Arts Writing FAIL
Posted by: admin in Failure of arts journalism in America, Decline of art criticism, The Art Newspaper, Death of arts publishing, Art Newspaper, Art is the first thing that goes out the window, The art world is its own worst enemy, Decline of reading, Commerce and the failure of art, My own artistic failure, Art market decline, Decline of human culture, The death of a literate society, Artistic failure in AmericaIn the wake of the recently announced demise of VACUM, the Art Newspaper posted a story on the forced death march facing arts journalism. Here’s some key info:
Arts journalism as we used to know it is sinking with the ship…. The problem is that the cuts [to newspapers] are deepening an already miserable shortage of resources, set against a cultural universe that continues to expand [emphasis mine]. We are past the tipping point: it has become acceptable to run a paper with just a skeletal culture staff. Specialised writers are giving way to generalists. Culture sections are being tossed overboard (standalone book review sections, in particular, are a dying breed). Article lengths and “news holes” (space for editorial content) are shrinking. All this has eviscerated newspapers’ ability to deliver quality arts coverage, which, as a result, must migrate elsewhere…. Many experts believe that daily newspapers will never find a way back to sustaining solid arts journalism. Magazines are doing marginally better, but they cannot shoulder the burden of timely local arts coverage, especially for non-specialist readers — and some are folding.
None of this is a surprise to me, of course. Whereas I once had no problem finding home to 30+ yearly articles (even as I struggled to keep up on a dayjob) in local and national magazines, newspapers, newsweeklies, and online magazines, this has for the most part gone away in the past year. Most of these formerly welcoming venues have folded or been forced to cut back their space for arts writing. In fact, I’m back to writing almost solely for the first publication that was brave and daring enough to accept my very first review back in 1997. This is less of a tragedy for me than it sounds. While I’ve enjoyed writing about and supporting local art, it has not been without its hassles. And arts writing has never been much of a money-making venture.
This downturn in fact has given me freedom to evolve. I’ve been dabbling this past few months — ever since my most recent online magazine venture folded for budgetary reasons — with other writing forms: poetry, journalism, essays, fiction, memoir,… not to mention my eccentric and self-absorbed blogging (blogging, BTW, seems to be what the Art Newspaper pins all future hopes, even as it acknowledges that a general lack of funding for the practice keeps it marginal and ephemeral).
What’s perhaps the only unfortunate thing about this death of arts writing is the effect of the decline of attention being paid (not just by me, but by other writers across the board) to local artists. As the article hints, cultural production continues to expand even as less public attention is paid to it. As evidence, I note that today I am receiving more notices from artists — in the mail, via email, on Facebook, etc — than I ever have. Artists seem increasingly desperate for someone to notice them.
Alas, poor artists. In response to all your notices, emails, and public interruptions, all I can say is: Sorry. I can’t respond to your art, at least not in any official published way, but hey, that’s the way it goes.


### DIRECTIONS
Please show every line in the entries below that includes the word "Financing".

### DATA FOR THIS EXERCISE
::::::::::
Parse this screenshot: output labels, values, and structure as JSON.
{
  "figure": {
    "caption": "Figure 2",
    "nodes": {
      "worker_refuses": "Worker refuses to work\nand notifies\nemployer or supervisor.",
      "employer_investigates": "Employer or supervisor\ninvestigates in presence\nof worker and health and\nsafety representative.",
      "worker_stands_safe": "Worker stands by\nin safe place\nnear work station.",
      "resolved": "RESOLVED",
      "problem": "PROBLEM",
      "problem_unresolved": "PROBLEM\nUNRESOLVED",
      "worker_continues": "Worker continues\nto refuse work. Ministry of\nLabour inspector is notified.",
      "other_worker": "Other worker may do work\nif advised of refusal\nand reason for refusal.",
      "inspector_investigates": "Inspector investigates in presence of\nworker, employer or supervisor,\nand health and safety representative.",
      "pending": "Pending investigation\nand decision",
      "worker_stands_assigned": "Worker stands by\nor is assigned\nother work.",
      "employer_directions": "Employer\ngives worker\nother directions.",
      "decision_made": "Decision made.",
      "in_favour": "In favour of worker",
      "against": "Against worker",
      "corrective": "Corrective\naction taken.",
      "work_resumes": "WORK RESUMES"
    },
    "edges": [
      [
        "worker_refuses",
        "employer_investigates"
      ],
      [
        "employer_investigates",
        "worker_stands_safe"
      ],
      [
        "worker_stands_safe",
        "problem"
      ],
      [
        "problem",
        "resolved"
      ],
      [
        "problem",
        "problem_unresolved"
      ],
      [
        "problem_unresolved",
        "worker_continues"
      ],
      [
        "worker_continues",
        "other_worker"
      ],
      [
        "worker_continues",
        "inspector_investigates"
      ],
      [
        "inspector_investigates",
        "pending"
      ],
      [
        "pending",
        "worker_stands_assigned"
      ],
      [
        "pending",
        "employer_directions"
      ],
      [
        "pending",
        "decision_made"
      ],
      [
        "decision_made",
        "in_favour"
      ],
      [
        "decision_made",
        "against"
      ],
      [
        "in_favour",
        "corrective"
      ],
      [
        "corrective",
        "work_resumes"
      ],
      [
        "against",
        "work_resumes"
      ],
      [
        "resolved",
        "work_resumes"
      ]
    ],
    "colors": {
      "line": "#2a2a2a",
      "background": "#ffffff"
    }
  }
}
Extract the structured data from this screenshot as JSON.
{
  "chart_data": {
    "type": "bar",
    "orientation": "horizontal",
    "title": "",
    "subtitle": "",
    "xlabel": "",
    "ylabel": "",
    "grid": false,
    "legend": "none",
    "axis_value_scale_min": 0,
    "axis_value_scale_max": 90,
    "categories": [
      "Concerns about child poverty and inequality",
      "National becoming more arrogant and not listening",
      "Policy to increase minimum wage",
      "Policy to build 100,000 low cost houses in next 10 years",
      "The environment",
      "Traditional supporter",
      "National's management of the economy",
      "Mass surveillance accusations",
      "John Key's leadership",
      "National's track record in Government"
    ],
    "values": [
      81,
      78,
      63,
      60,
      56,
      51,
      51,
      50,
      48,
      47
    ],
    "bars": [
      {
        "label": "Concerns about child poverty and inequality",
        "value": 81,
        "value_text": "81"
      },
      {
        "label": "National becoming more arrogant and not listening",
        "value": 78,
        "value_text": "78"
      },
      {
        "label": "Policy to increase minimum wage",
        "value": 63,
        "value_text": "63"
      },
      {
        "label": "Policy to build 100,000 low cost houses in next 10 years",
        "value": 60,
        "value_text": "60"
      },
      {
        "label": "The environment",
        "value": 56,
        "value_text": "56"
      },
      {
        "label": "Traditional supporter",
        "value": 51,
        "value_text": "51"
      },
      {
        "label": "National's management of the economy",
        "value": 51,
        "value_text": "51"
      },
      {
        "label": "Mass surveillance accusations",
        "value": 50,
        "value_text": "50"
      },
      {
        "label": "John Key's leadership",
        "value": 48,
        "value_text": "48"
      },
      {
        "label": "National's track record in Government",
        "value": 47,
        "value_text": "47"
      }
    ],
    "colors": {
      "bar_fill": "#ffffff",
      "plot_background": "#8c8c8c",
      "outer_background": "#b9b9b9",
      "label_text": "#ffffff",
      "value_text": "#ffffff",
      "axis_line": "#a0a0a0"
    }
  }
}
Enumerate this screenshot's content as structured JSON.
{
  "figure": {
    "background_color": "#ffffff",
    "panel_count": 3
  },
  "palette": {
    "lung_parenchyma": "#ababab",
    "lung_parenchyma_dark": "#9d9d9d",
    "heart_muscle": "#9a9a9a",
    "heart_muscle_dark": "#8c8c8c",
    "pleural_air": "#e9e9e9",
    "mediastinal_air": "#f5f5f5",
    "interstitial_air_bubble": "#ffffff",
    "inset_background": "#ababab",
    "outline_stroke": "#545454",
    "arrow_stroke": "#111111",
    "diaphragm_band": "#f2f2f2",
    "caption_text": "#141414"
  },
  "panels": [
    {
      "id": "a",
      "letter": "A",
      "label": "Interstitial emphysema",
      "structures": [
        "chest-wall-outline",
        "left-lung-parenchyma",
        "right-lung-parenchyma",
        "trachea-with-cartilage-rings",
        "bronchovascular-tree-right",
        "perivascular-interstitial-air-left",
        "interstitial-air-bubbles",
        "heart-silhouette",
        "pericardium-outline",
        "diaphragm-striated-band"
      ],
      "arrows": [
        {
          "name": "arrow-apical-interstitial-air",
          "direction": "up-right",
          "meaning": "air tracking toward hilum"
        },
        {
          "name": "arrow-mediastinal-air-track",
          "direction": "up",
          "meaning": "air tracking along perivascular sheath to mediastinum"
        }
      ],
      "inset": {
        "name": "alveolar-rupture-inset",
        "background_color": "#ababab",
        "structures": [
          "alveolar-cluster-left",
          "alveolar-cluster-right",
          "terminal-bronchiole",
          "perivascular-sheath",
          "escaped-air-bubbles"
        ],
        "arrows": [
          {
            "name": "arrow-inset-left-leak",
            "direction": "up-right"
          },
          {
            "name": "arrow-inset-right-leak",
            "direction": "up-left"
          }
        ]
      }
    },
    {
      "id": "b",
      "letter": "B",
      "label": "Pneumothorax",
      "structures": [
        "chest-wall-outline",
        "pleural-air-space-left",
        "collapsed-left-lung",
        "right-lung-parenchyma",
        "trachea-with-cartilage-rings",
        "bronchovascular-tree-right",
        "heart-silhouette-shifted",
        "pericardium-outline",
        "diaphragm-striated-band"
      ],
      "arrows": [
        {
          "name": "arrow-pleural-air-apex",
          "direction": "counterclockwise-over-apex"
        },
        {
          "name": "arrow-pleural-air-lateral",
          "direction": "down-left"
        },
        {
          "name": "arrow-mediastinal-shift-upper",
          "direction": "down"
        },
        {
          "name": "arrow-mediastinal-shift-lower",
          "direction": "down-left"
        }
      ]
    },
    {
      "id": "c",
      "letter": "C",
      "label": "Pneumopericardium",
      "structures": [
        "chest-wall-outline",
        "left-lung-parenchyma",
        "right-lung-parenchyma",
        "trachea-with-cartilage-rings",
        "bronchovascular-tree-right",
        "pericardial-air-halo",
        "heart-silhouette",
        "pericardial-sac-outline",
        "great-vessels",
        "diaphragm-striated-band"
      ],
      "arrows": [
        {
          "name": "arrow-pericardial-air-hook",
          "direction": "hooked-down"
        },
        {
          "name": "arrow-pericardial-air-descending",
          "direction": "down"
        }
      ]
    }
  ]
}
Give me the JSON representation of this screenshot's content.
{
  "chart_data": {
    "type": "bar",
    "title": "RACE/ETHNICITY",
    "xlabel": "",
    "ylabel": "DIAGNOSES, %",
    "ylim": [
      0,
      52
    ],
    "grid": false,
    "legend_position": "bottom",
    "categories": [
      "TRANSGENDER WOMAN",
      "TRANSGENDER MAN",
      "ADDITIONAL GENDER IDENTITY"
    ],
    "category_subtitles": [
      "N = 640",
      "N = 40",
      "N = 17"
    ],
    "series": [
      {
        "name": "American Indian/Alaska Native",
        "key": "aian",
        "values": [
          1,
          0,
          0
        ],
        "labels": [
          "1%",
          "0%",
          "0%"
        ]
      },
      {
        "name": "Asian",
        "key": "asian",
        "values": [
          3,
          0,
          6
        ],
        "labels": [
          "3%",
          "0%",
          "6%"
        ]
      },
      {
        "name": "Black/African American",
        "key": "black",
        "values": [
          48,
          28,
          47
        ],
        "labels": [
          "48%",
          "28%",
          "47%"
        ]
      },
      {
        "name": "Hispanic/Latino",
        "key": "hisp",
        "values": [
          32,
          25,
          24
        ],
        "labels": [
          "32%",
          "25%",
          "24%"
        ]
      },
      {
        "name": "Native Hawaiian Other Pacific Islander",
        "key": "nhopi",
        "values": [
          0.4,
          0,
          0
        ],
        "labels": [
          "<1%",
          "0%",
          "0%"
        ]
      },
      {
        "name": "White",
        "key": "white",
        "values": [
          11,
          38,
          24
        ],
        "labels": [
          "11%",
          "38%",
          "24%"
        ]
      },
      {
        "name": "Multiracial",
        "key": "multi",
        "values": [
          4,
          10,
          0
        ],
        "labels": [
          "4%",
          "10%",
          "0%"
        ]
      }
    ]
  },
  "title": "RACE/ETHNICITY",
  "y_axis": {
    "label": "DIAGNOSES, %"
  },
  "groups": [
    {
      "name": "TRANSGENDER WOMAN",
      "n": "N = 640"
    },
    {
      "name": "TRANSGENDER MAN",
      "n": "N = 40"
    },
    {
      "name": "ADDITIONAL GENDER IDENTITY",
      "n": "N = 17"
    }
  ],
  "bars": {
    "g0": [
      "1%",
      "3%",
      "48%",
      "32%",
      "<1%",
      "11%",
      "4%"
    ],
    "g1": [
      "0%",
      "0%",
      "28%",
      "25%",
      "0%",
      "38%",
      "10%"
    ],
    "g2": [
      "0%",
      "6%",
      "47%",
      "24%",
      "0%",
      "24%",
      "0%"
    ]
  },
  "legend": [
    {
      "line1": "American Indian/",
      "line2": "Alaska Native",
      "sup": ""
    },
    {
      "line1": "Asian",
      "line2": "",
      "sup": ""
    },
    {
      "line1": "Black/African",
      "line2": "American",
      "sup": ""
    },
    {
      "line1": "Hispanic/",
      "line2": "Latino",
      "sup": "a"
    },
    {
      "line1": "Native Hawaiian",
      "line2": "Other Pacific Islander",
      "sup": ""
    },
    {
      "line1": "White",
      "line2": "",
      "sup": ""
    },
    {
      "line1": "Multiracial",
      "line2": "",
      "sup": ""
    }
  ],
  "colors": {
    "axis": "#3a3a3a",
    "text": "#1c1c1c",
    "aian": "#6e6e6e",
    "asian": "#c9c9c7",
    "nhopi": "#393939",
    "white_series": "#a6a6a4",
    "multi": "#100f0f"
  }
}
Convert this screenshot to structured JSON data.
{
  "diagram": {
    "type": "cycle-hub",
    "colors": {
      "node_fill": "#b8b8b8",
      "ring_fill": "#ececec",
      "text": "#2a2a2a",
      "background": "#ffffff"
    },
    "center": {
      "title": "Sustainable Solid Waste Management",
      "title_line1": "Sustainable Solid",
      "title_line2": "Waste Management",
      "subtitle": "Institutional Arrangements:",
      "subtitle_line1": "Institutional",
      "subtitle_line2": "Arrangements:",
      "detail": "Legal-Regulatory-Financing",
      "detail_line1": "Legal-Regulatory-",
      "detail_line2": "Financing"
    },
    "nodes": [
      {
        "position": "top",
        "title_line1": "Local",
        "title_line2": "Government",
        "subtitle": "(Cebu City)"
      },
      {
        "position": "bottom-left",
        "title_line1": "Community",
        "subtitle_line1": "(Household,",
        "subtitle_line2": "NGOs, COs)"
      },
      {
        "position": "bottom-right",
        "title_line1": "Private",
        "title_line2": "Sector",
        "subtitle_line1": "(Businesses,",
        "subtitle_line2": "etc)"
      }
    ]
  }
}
::::::::::
### WRITTEN SOLUTION
      "detail": "Legal-Regulatory-Financing",
      "detail_line2": "Financing"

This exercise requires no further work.